THE NEW PARADIGM

The wider impact of the National Information Infrastructure on the economy and society in contrast to the limited travel impact of telecommuting suggests that a new public policy paradigm is needed. The present dominant paradigm is that telecommunications yields telecommuting, which yields travel savings. A new and better paradigm is that telecommunications yields some travel savings through telecommuting and other travel substitution effects but that it also sets up a countervailing mechanism of travel stimulation that needs to be more widely recognized and better understood. Furthermore, other benefits of teleprocesses are even more important to the nation than travel savings: support of health care reform, efficient government, better education for our children, and rising manufacturing competitiveness. Telecommuting remains a very useful teleprocess, providing an optional work environment where workers can be more productive and closer to their children at the same time.

The U.S. experience of the last few decades does not reveal a natural evolution of the NII substituting for travel. Both grow together, one feeding the other. Travel per household is rising, urban congestion is increasing, and latent demand for travel emerges clearly when new road capacity is opened up, even as the information age expands.

To change to a different developmental path from that followed in the past, governments must learn to coordinate public policy on telecommunications, transportation, land use, and capital facilities investment in light of the interactions described here. The overall challenge is to allocate resources and attention reasonably across the entire spectrum of public facility systems that provide support for the transactions and relationships comprising economic and social life. Such systems include the cables and computers of the National Information Infrastructure; the roads and airports of the transportation system; and physical locations like schools, libraries, clinics, and meeting halls where people interact directly with other people.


* _What is expected_
Report each line of the listing that carries the word "side".

──────── Extracted material

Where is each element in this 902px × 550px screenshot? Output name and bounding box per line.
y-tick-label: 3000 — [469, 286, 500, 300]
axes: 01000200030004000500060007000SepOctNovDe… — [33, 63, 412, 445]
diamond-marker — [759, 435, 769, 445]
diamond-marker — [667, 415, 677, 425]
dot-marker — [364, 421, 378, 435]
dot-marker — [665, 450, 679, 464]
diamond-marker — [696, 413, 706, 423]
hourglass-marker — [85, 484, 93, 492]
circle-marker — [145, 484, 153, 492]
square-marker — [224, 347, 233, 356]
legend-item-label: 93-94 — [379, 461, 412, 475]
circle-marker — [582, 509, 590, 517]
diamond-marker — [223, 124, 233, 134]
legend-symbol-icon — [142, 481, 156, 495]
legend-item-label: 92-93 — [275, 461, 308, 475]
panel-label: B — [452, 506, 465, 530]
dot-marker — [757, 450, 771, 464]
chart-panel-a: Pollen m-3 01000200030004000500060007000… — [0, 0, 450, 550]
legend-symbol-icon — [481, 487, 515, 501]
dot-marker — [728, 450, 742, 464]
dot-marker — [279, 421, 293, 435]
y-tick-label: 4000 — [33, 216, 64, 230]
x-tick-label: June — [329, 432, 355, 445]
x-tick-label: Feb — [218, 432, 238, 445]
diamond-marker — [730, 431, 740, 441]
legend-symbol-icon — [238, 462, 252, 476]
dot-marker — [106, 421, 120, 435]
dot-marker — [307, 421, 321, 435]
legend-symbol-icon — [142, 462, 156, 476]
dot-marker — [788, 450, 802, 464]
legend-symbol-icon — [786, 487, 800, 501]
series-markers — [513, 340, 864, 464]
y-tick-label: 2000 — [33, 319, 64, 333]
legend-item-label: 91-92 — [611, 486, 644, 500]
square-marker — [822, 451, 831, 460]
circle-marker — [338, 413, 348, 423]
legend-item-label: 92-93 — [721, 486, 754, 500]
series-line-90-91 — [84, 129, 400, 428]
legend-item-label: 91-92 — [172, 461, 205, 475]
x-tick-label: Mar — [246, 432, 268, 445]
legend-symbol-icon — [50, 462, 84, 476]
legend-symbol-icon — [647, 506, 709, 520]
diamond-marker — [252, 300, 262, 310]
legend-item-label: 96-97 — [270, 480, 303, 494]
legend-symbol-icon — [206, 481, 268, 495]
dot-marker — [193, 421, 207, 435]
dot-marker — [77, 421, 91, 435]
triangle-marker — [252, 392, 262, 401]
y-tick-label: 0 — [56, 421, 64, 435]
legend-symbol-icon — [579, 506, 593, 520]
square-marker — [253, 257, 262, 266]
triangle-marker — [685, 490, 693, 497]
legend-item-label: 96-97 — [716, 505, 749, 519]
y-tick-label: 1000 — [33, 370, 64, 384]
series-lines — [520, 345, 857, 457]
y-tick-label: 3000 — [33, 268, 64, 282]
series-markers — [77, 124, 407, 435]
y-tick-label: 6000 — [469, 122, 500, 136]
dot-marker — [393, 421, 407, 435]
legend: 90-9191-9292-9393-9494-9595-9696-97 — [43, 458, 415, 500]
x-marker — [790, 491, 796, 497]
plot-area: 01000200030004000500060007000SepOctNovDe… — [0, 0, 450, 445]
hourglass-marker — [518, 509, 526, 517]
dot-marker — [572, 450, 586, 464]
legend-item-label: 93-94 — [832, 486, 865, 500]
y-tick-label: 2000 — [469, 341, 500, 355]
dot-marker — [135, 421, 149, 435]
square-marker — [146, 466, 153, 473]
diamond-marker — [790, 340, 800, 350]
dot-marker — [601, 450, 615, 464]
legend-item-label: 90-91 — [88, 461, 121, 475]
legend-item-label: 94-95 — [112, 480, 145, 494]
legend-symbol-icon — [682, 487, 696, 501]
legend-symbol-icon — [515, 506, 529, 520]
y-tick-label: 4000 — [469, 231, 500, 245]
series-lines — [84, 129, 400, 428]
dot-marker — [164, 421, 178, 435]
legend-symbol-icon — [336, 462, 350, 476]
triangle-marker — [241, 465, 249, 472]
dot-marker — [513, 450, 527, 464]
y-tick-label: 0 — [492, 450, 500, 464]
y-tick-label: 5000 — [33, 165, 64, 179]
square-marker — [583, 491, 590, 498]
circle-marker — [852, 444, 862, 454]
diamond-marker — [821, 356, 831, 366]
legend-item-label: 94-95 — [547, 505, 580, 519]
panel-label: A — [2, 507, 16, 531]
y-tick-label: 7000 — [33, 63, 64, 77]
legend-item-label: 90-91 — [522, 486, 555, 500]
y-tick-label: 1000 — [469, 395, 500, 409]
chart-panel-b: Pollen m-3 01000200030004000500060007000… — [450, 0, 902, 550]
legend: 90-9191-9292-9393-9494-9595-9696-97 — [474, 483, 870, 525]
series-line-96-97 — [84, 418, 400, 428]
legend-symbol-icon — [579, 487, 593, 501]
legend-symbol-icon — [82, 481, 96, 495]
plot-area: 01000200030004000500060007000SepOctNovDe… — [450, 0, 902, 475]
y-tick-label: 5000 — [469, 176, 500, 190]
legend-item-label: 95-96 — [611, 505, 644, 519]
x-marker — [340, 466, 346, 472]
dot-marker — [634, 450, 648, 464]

────────────────
──────── Extracted material

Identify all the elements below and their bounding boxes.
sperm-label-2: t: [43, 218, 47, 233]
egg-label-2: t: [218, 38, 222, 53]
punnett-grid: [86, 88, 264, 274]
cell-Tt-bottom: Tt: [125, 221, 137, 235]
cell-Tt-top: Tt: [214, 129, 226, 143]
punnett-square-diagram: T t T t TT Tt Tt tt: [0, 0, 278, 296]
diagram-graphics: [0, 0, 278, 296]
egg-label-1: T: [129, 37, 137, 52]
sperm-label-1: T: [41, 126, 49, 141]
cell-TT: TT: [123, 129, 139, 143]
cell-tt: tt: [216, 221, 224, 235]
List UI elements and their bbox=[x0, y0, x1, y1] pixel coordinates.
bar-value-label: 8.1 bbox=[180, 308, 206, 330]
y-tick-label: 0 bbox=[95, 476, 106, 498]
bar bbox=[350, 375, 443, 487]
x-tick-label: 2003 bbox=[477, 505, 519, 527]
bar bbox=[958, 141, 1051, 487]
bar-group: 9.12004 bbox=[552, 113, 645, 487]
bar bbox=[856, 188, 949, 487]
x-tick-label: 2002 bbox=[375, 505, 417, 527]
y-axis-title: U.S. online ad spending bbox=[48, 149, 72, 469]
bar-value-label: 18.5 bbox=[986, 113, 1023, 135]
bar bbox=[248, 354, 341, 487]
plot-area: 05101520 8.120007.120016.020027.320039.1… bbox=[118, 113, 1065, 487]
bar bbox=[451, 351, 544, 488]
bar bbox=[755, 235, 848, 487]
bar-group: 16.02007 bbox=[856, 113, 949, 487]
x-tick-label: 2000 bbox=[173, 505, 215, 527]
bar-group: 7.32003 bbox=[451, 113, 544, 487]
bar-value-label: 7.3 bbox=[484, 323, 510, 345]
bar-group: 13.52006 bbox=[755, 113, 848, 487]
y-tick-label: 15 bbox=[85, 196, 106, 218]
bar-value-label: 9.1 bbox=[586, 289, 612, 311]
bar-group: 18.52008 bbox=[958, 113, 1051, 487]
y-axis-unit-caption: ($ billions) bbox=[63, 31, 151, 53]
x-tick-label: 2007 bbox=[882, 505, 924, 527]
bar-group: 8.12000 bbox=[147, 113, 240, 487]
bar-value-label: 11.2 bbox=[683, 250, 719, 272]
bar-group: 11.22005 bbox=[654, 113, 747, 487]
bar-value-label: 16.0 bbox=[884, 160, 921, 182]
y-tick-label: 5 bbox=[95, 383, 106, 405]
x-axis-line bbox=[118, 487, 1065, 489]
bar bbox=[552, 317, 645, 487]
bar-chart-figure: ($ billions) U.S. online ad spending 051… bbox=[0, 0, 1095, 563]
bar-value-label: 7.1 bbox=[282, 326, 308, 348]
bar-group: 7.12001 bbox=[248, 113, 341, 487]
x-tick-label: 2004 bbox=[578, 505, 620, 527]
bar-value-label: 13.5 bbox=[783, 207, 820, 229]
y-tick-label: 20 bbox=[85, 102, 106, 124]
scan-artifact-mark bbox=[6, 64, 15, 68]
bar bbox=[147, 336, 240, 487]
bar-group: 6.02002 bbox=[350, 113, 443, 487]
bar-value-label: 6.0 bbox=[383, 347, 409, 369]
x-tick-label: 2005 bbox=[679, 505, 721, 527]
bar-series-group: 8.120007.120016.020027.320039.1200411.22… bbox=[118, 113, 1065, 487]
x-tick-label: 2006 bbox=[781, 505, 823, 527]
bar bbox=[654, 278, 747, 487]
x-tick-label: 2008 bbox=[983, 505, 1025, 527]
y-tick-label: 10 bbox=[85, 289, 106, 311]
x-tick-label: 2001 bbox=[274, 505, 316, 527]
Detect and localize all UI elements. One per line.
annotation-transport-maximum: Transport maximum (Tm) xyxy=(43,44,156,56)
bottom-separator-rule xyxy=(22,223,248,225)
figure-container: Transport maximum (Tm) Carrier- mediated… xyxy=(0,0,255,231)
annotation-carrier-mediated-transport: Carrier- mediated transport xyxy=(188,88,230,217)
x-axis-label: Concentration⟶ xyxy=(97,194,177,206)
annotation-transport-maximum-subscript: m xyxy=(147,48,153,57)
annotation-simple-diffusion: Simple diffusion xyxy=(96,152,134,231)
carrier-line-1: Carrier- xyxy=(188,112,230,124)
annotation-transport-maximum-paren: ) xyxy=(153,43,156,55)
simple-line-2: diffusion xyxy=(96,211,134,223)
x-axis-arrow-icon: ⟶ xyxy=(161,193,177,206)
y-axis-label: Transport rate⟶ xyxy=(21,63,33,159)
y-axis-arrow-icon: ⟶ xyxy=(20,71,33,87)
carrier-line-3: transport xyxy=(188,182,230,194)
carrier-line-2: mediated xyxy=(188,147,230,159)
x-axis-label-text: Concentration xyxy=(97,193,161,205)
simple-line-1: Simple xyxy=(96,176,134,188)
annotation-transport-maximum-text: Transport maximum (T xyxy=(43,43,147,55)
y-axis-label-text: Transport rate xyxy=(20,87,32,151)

────────────────
──────── Extracted material

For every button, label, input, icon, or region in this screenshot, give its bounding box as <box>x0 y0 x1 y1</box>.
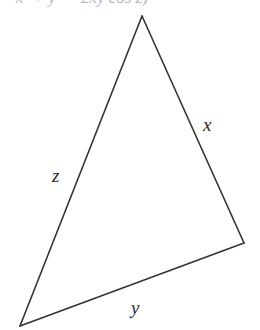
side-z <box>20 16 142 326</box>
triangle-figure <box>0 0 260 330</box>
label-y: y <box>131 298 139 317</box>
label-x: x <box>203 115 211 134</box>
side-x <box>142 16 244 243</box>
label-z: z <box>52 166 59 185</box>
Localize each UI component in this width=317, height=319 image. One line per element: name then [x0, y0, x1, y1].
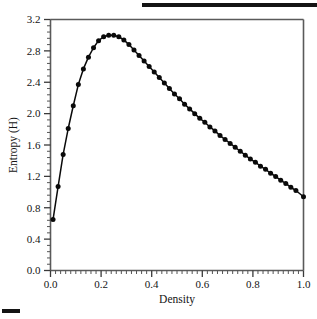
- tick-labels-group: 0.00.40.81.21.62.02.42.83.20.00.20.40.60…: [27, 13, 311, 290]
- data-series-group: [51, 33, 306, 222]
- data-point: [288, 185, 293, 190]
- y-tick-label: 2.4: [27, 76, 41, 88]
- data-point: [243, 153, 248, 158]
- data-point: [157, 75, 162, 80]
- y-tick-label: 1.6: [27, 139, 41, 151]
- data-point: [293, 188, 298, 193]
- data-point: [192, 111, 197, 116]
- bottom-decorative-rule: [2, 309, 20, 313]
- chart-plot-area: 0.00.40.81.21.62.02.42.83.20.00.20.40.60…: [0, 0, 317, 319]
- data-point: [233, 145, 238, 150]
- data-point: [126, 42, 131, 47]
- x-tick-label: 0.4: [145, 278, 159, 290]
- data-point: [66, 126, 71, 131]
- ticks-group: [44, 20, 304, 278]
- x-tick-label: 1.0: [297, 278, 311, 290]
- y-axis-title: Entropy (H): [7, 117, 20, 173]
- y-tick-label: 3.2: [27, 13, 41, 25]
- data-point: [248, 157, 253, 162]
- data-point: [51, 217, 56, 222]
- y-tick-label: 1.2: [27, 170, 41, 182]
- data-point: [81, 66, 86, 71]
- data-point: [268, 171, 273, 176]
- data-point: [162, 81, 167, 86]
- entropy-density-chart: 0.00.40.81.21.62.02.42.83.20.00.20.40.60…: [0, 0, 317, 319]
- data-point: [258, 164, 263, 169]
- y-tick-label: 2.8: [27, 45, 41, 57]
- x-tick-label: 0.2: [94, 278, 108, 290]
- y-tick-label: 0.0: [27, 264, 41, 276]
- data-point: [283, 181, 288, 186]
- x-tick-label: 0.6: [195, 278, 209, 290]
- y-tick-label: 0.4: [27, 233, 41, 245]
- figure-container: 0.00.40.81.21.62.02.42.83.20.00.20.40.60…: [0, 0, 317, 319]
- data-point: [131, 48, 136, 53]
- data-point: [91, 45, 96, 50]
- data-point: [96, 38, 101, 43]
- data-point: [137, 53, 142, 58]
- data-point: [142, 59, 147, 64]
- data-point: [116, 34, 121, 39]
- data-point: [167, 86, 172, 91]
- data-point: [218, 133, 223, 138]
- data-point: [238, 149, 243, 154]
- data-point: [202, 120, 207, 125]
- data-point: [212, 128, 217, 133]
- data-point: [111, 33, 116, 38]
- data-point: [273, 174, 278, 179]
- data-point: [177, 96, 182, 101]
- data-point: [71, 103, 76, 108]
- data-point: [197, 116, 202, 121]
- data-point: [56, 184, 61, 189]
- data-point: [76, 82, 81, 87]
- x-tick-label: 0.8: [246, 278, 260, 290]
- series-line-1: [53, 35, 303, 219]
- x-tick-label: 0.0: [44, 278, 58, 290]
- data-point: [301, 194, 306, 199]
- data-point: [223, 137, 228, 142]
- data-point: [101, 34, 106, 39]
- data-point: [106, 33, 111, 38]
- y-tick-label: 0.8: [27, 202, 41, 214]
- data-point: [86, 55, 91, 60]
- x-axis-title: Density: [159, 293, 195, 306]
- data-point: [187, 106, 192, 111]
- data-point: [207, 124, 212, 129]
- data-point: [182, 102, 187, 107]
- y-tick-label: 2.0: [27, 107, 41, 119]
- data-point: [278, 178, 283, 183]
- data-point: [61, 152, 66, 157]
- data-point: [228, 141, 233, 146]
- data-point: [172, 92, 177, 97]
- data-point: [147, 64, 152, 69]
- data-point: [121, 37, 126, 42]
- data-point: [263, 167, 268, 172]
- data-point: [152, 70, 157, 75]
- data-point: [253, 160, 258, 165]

────────────────

* _Written response_
side-z <box>20 16 142 326</box>
side-x <box>142 16 244 243</box>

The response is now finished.